Breakfast

Fluffy Banana Oat Pancakes (Naturally Sweetened, No Refined Flour)

Tall, golden pancakes made entirely in a blender with oats, ripe bananas, and eggs. Naturally gluten-free if you use certified GF oats.

The Verdant Kitchen··6 min read
Fluffy Banana Oat Pancakes (Naturally Sweetened, No Refined Flour)

There is a particular failure mode for healthy pancakes — they come out dense, gummy, and faintly damp in the middle. These are not those. The trick is letting the blended batter rest for ten minutes so the oats fully hydrate, and using ripe bananas that bring both sweetness and lift.

The recipe scales easily, freezes well, and converts skeptical kids without negotiation. Top with maple, fresh berries, or a spoon of yogurt and you have a breakfast that doesn't crash you at 10 a.m.

Ingredients

  • 2 ripe bananas (about 1 cup mashed)
  • 2 large eggs
  • 1 cup old-fashioned rolled oats
  • ½ cup milk of choice
  • 1 tsp baking powder
  • 1 tsp pure vanilla extract
  • Pinch of salt and a pinch of cinnamon
  • Butter or oil, for the pan
  • Toppings: maple syrup, mixed berries, mint

Instructions

  1. 1

    Add all ingredients to a blender. Blend on high for 30 seconds until smooth. Let the batter rest 10 minutes — this is non-negotiable.

  2. 2

    Heat a nonstick skillet over medium-low. Add a small amount of butter and let it melt without browning.

  3. 3

    Pour ¼-cup portions of batter, leaving room. Cook 2–3 minutes until bubbles form across the surface and edges look set.

  4. 4

    Flip carefully and cook 1–2 minutes more. Stack and serve hot with maple syrup, berries, and mint.

Why the 10-minute rest matters

Oats need time to absorb liquid. A pancake made from just-blended batter is dense and gummy; a pancake made after a 10-minute rest is tender and properly fluffy. The wait is doing the work that flour usually does.

Use the time to heat the pan, prep berries, and pour coffee. By the time you're ready, the batter is thicker and visibly different.

How ripe is ripe enough?

Spotty, soft, and fragrant. The browner the peel, the sweeter the pancakes — fully yellow bananas don't have the sugar yet. If you have only firm bananas, roast them in their peels at 350°F for 15 minutes; they'll come out caramelized and ready to use.

Two medium bananas yield about a cup of mash, which is the right amount for a single batch. More banana makes a denser, sweeter pancake; less leaves you light on flavor.

Cook them lower than instinct says

Standard pancake heat (medium-high) burns the outside before the oats fully cook. Drop the burner to medium-low, be patient, and you'll get evenly golden pancakes that aren't gummy at the center.

If your first pancake is too dark and underdone inside, lower the heat further. Pans vary; trust the result over the dial.

Freeze for instant breakfasts

Cool completely on a rack, then freeze in a single layer on a sheet pan for 1 hour. Transfer to a zip-top bag, where they'll keep 2 months. Reheat directly from frozen in a toaster on medium — better than a microwave, which steams them soft.

Frequently asked questions

Can I make these without eggs?

Two flax eggs (2 tbsp ground flax + 6 tbsp water, rested 5 minutes) work, though the texture will be slightly denser.

Can I add chocolate chips?

Yes — fold ¼ cup mini chips into the rested batter, or scatter on top of each pancake just after pouring.

Are these gluten-free?

If you use oats labeled certified gluten-free. Standard oats are often cross-contaminated during processing.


» **Problem details**:
Restate the entries word for word and skip every image.

##### Information provided

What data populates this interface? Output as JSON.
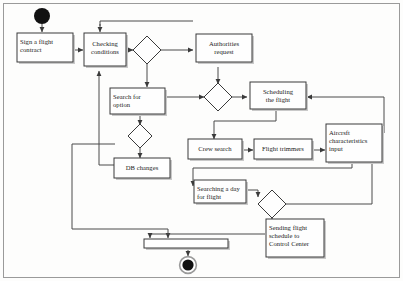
{
  "diagram": {
    "type": "uml-activity-diagram",
    "colors": {
      "node_fill": "#fefefe",
      "node_stroke": "#3a3a3a",
      "flow_stroke": "#4a4a4a",
      "shadow": "#c9c9c9",
      "frame": "#9a9a9a",
      "start_end": "#111111",
      "background": "#fdfdfc"
    },
    "nodes": [
      {
        "id": "start",
        "kind": "initial-node",
        "label": ""
      },
      {
        "id": "sign_contract",
        "kind": "activity",
        "label": "Sign a flight contract"
      },
      {
        "id": "checking",
        "kind": "activity",
        "label": "Checking conditions"
      },
      {
        "id": "decision1",
        "kind": "decision",
        "label": ""
      },
      {
        "id": "authorities",
        "kind": "activity",
        "label": "Authorities request"
      },
      {
        "id": "decision2",
        "kind": "decision",
        "label": ""
      },
      {
        "id": "scheduling",
        "kind": "activity",
        "label": "Scheduling the flight"
      },
      {
        "id": "search_option",
        "kind": "activity",
        "label": "Search for option"
      },
      {
        "id": "decision3",
        "kind": "decision",
        "label": ""
      },
      {
        "id": "db_changes",
        "kind": "activity",
        "label": "DB changes"
      },
      {
        "id": "crew_search",
        "kind": "activity",
        "label": "Crew search"
      },
      {
        "id": "flight_trimmers",
        "kind": "activity",
        "label": "Flight trimmers"
      },
      {
        "id": "aircraft_input",
        "kind": "activity",
        "label": "Aircraft characteristics input"
      },
      {
        "id": "searching_day",
        "kind": "activity",
        "label": "Searching a day for flight"
      },
      {
        "id": "decision4",
        "kind": "decision",
        "label": ""
      },
      {
        "id": "sending_schedule",
        "kind": "activity",
        "label": "Sending flight schedule to Control Center"
      },
      {
        "id": "join_bar",
        "kind": "join-bar",
        "label": ""
      },
      {
        "id": "end",
        "kind": "final-node",
        "label": ""
      }
    ],
    "labels": {
      "sign_contract": "Sign a flight\ncontract",
      "checking": "Checking\nconditions",
      "authorities": "Authorities\nrequest",
      "scheduling": "Scheduling\nthe flight",
      "search_option": "Search for\noption",
      "db_changes": "DB changes",
      "crew_search": "Crew search",
      "flight_trimmers": "Flight trimmers",
      "aircraft_input": "Aircrsft\ncharacteristics\ninput",
      "searching_day": "Searching a day\nfor flight",
      "sending_schedule": "Sending flight\nschedule to\nControl Center"
    },
    "edges": [
      {
        "from": "start",
        "to": "sign_contract"
      },
      {
        "from": "sign_contract",
        "to": "checking"
      },
      {
        "from": "checking",
        "to": "decision1"
      },
      {
        "from": "decision1",
        "to": "authorities"
      },
      {
        "from": "decision1",
        "to": "search_option"
      },
      {
        "from": "authorities",
        "to": "decision2"
      },
      {
        "from": "decision2",
        "to": "scheduling"
      },
      {
        "from": "search_option",
        "to": "decision3"
      },
      {
        "from": "search_option",
        "to": "decision2"
      },
      {
        "from": "decision3",
        "to": "db_changes"
      },
      {
        "from": "db_changes",
        "to": "checking"
      },
      {
        "from": "db_changes",
        "to": "join_bar"
      },
      {
        "from": "scheduling",
        "to": "crew_search"
      },
      {
        "from": "crew_search",
        "to": "flight_trimmers"
      },
      {
        "from": "flight_trimmers",
        "to": "aircraft_input"
      },
      {
        "from": "aircraft_input",
        "to": "scheduling"
      },
      {
        "from": "aircraft_input",
        "to": "searching_day"
      },
      {
        "from": "searching_day",
        "to": "decision4"
      },
      {
        "from": "decision4",
        "to": "sending_schedule"
      },
      {
        "from": "decision4",
        "to": "scheduling"
      },
      {
        "from": "sending_schedule",
        "to": "join_bar"
      },
      {
        "from": "join_bar",
        "to": "end"
      }
    ]
  }
}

##########

» **Answer section**:
What data populates this interface? Output as JSON.
{
  "diagram": {
    "type": "uml-activity-diagram",
    "colors": {
      "node_fill": "#fefefe",
      "node_stroke": "#3a3a3a",
      "flow_stroke": "#4a4a4a",
      "shadow": "#c9c9c9",
      "frame": "#9a9a9a",
      "start_end": "#111111",
      "background": "#fdfdfc"
    },
    "nodes": [
      {
        "id": "start",
        "kind": "initial-node",
        "label": ""
      },
      {
        "id": "sign_contract",
        "kind": "activity",
        "label": "Sign a flight contract"
      },
      {
        "id": "checking",
        "kind": "activity",
        "label": "Checking conditions"
      },
      {
        "id": "decision1",
        "kind": "decision",
        "label": ""
      },
      {
        "id": "authorities",
        "kind": "activity",
        "label": "Authorities request"
      },
      {
        "id": "decision2",
        "kind": "decision",
        "label": ""
      },
      {
        "id": "scheduling",
        "kind": "activity",
        "label": "Scheduling the flight"
      },
      {
        "id": "search_option",
        "kind": "activity",
        "label": "Search for option"
      },
      {
        "id": "decision3",
        "kind": "decision",
        "label": ""
      },
      {
        "id": "db_changes",
        "kind": "activity",
        "label": "DB changes"
      },
      {
        "id": "crew_search",
        "kind": "activity",
        "label": "Crew search"
      },
      {
        "id": "flight_trimmers",
        "kind": "activity",
        "label": "Flight trimmers"
      },
      {
        "id": "aircraft_input",
        "kind": "activity",
        "label": "Aircraft characteristics input"
      },
      {
        "id": "searching_day",
        "kind": "activity",
        "label": "Searching a day for flight"
      },
      {
        "id": "decision4",
        "kind": "decision",
        "label": ""
      },
      {
        "id": "sending_schedule",
        "kind": "activity",
        "label": "Sending flight schedule to Control Center"
      },
      {
        "id": "join_bar",
        "kind": "join-bar",
        "label": ""
      },
      {
        "id": "end",
        "kind": "final-node",
        "label": ""
      }
    ],
    "labels": {
      "sign_contract": "Sign a flight\ncontract",
      "checking": "Checking\nconditions",
      "authorities": "Authorities\nrequest",
      "scheduling": "Scheduling\nthe flight",
      "search_option": "Search for\noption",
      "db_changes": "DB changes",
      "crew_search": "Crew search",
      "flight_trimmers": "Flight trimmers",
      "aircraft_input": "Aircrsft\ncharacteristics\ninput",
      "searching_day": "Searching a day\nfor flight",
      "sending_schedule": "Sending flight\nschedule to\nControl Center"
    },
    "edges": [
      {
        "from": "start",
        "to": "sign_contract"
      },
      {
        "from": "sign_contract",
        "to": "checking"
      },
      {
        "from": "checking",
        "to": "decision1"
      },
      {
        "from": "decision1",
        "to": "authorities"
      },
      {
        "from": "decision1",
        "to": "search_option"
      },
      {
        "from": "authorities",
        "to": "decision2"
      },
      {
        "from": "decision2",
        "to": "scheduling"
      },
      {
        "from": "search_option",
        "to": "decision3"
      },
      {
        "from": "search_option",
        "to": "decision2"
      },
      {
        "from": "decision3",
        "to": "db_changes"
      },
      {
        "from": "db_changes",
        "to": "checking"
      },
      {
        "from": "db_changes",
        "to": "join_bar"
      },
      {
        "from": "scheduling",
        "to": "crew_search"
      },
      {
        "from": "crew_search",
        "to": "flight_trimmers"
      },
      {
        "from": "flight_trimmers",
        "to": "aircraft_input"
      },
      {
        "from": "aircraft_input",
        "to": "scheduling"
      },
      {
        "from": "aircraft_input",
        "to": "searching_day"
      },
      {
        "from": "searching_day",
        "to": "decision4"
      },
      {
        "from": "decision4",
        "to": "sending_schedule"
      },
      {
        "from": "decision4",
        "to": "scheduling"
      },
      {
        "from": "sending_schedule",
        "to": "join_bar"
      },
      {
        "from": "join_bar",
        "to": "end"
      }
    ]
  }
}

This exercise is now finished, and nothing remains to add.